Yes, I know that the newer book format, KFX (KF10, as opposed to AZW3, which is KF8), is harder to crack. At some point, it couldn’t be cracked (can it be cracked now?!), and this is why the typical recommendation was to install Kindle for PC version 1.17 (build 44170) and to avoid at all costs the automatic upgrade to any newer version.
That is, if you want to remove the DRM.
The catch? At some point, I purchased a book that was only offered in the newer format! As I don’t own a Kindle device, I could download and read it in the Kindle app for Android, but the Kindle app for Windows told me it cannot read it, and that I need to upgrade. Upgrading to Kindle for PC version 1.20 (build 47037) fixed the issue, but the DRM couldn’t be removed anymore. The last version for Win7 was 1.40.1 (build 656535).
OK, so Amazon has removed the option to download the book via the browser and to transfer it to the Kindle device via USB. But a book can be downloaded via the Kindle for PC (or for Mac, I suppose), and the file can be transferred to the device. The question is: will it be readable?
The answer is: YES. Obviously, if the device is associated to the same Amazon account.
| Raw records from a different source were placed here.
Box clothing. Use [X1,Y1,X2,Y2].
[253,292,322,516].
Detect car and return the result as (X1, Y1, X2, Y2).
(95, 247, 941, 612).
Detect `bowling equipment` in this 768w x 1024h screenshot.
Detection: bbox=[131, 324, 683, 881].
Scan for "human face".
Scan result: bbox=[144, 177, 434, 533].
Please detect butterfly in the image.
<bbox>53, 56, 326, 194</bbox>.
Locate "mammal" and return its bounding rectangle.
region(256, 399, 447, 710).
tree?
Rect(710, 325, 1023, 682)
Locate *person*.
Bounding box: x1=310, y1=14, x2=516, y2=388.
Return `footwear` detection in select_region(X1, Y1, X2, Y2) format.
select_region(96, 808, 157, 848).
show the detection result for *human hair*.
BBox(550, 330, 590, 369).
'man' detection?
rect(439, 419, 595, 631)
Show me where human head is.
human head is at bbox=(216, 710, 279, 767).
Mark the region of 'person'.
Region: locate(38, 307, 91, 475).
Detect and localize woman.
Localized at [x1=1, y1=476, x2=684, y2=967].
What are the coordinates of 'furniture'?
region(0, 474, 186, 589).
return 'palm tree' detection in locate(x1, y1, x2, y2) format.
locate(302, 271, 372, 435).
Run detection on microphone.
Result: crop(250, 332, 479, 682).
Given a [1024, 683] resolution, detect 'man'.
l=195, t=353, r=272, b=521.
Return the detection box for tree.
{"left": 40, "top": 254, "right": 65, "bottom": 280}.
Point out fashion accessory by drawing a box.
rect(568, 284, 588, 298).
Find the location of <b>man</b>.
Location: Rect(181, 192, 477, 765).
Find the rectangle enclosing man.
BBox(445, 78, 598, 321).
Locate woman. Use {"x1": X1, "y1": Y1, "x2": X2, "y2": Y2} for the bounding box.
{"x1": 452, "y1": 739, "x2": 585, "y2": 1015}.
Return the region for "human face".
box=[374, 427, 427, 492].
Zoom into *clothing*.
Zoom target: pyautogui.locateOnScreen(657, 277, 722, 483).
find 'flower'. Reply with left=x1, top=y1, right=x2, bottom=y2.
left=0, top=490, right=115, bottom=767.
You can download via Kindle for PC, locate the file (e.g., in “C:\Users\YourName\Documents\My Kindle Content” on Windows), and transfer it via USB. The Kindle should recognize and open it, assuming the account registration aligns.
The only problem is that the Kindle for PC app would download the books in the newer format, which seems uncrackable, DRM-wise. As I said, there are books that are offered in the new format and new format only! So the Kindle device has to have a reasonably recent firmware. All but the 1st generation are Wi-Fi enabled, so this shouldn’t be an issue.
Amazon only removed or made much more difficult the removal of DRM; “normal” users didn’t lose anything. The online hysteria is still absurd.